CREATE DATABASE IF NOT EXISTS my_vector_store;
DROP PROCEDURE IF EXISTS my_vector_store.context_search;
-- Create the search procedure
DELIMITER $$
CREATE PROCEDURE my_vector_store.context_search( IN p_query TEXT, IN top_k INT UNSIGNED, OUT context JSON )
SQL SECURITY INVOKER
BEGIN
CALL sys.ML_RAG(p_query, @ml_rag_out, JSON_OBJECT('skip_generate', true, 'n_citations', top_k));
SELECT JSON_ARRAYAGG(
JSON_OBJECT( 'SCORE', JSON_EXTRACT(obj, '$.distance'), 'DOCID', JSON_EXTRACT(obj, '$. document_name'), 'BODY',
JSON_EXTRACT (obj, '$. segment') ) ) INTO context
FROM JSON_TABLE(@ml_rag_out, '$.citations [*]' COLUMNS ( obj JSON PATH '$' )) as jt;
END $$
DELIMITER ;
Step 2.2: Knowledge Base Creation
Navigate to Generative AI Agents page in OCI Cloud Console, and click on the Knowledge Bases link, then create a new knowledge base.
As the data store type, select “Database AI Vector Search”.
Then choose your Database tool connection that is configured for your MySQL HeatWave database. Test that the connection works.
Then, from the drop-down list, choose the context search procedure that you created in Step 2a. Finally, click on the “Create” button.
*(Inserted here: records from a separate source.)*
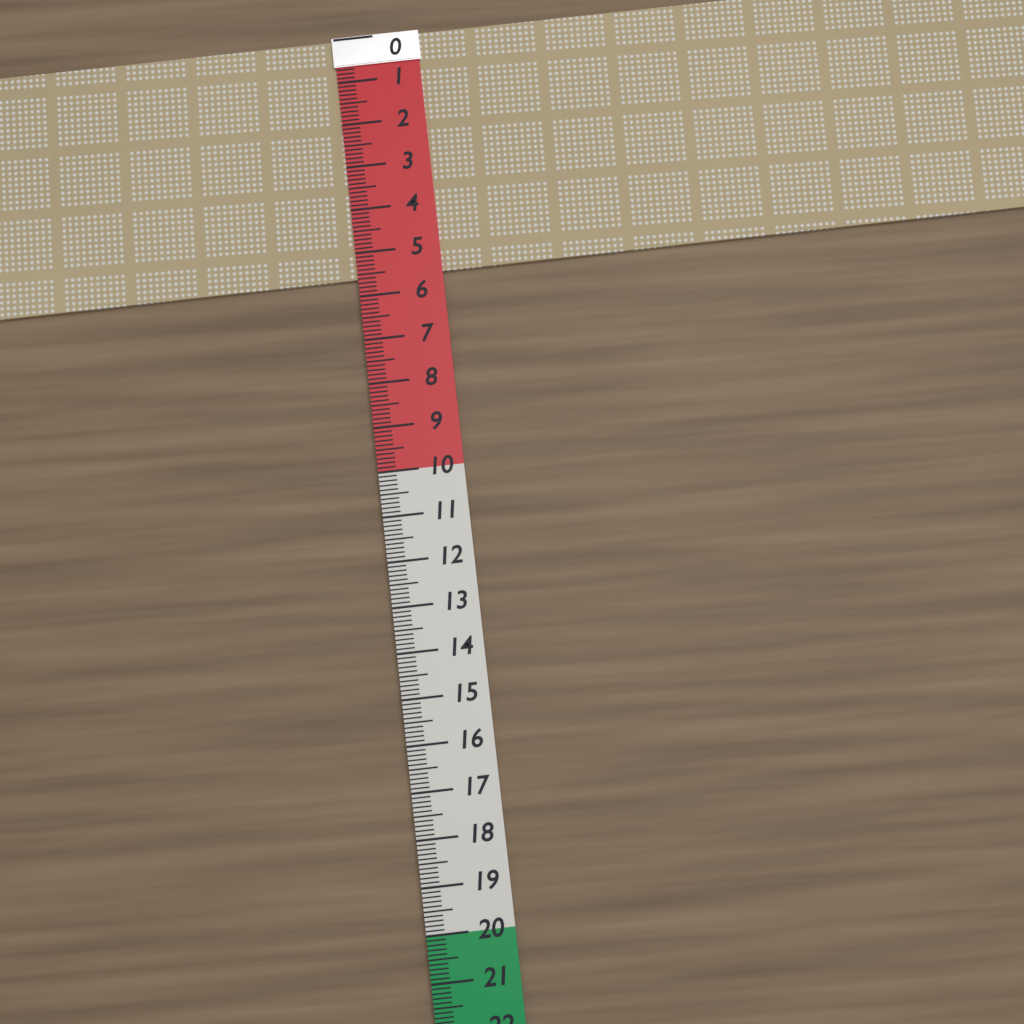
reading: 5.6 (no unit)
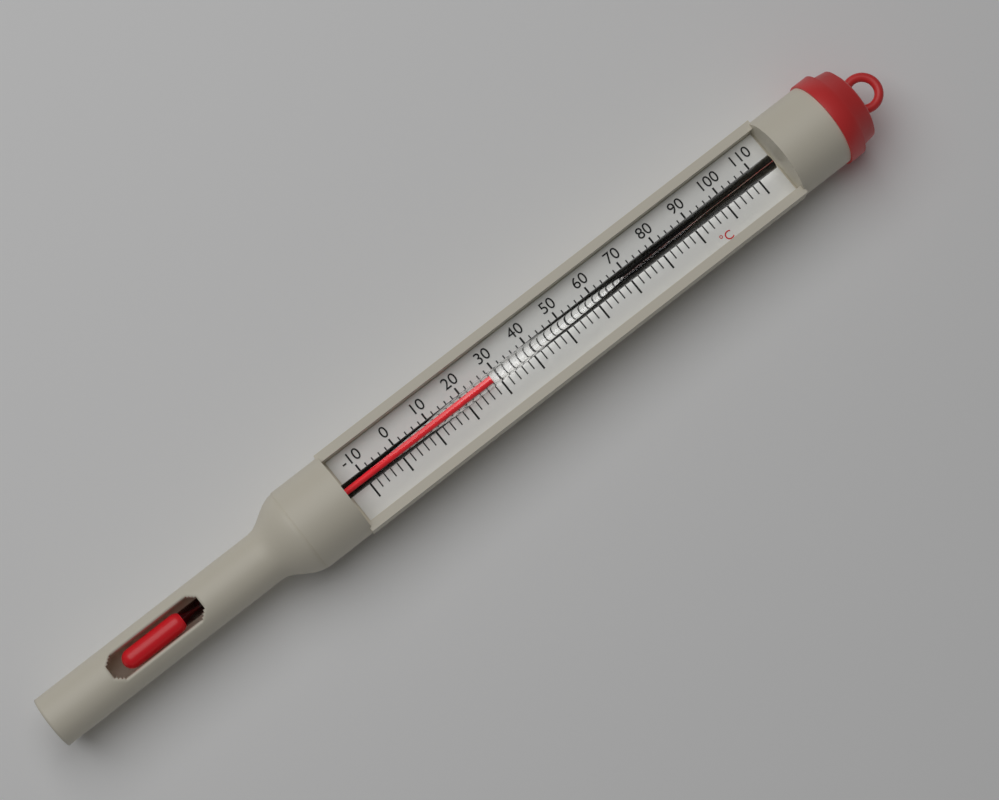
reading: 28 °C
Step 2.3: Configure the RAG Tool
After successful knowledge base creation, navigate to your Agent in the OCI console, click on the Resources pane, then select Tools. The agent needs to be given a RAG tool for interacting with the knowledge base.
Create a new RAG tool, or if your agent already has a RAG tool, modify it. Associate your MySQL HeatWave knowledge base with your RAG tool.

Step 3: Ingesting your unstructured documents into HeatWave Vector Store
If you already have one or more vector store tables on your MySQL HeatWave instance, you can skip this step. Note: for the remainder of this step, you may need to add policies allowing your MySQL HeatWave instance to access your Object Storage buckets, see this blog for detailed instructions. Connect to your MySQL HeatWave Instance from a MySQL client. Ingestion of your unstructured documents from OCI Object Storage is as simple as invoking sys.vector_store_load stored procedure, which will automatically parse documents, split them into segments and embed segments into vectors. In the following example, we have a bucket named quickstart_bucket in namespace my_os_ns with some documents that we will ingest.

We will now create a database called my_vector_store to store our vector table, then we will invoke sys.vector_store_load.
CREATE DATABASE IF NOT EXISTS my_vector_store;
USE my_vector_store;
CALL sys.vector_store_load(‘oci://quickstart_bucket@my_os_ns/’, NULL);
+————————————–+——————————————————————————-+
| task_id | task_status_query |
+————————————–+——————————————————————————-+
| 75812529-7ea2-11f0-b2a4-020017021030 | SELECT mysql_tasks.task_status_brief(“75812529-7ea2-11f0-b2a4-020017021030”); |
+————————————–+——————————————————————————-+
The loading task runs in the background, and its progress can be monitored using the returned task status query. Upon successful completion, the output should look similar to the following:
SELECT mysql_tasks.task_status_brief(“75812529-7ea2-11f0-b2a4-020017021030”);
+————————————————————————————–+
| mysql_tasks.task_status_brief(“75812529-7ea2-11f0-b2a4-020017021030”) |
+————————————————————————————–+
Use your Agent
You are done! You can now use your Agent, which will automatically utilize your knowledge base to source information from it when needed. The easiest way to test your Agent is by navigating to the Chat section and selecting your agent from the drop-down menu. Feel free to play with it. A great way to start is by asking a question that requires information from your MySQL HeatWave knowledge base.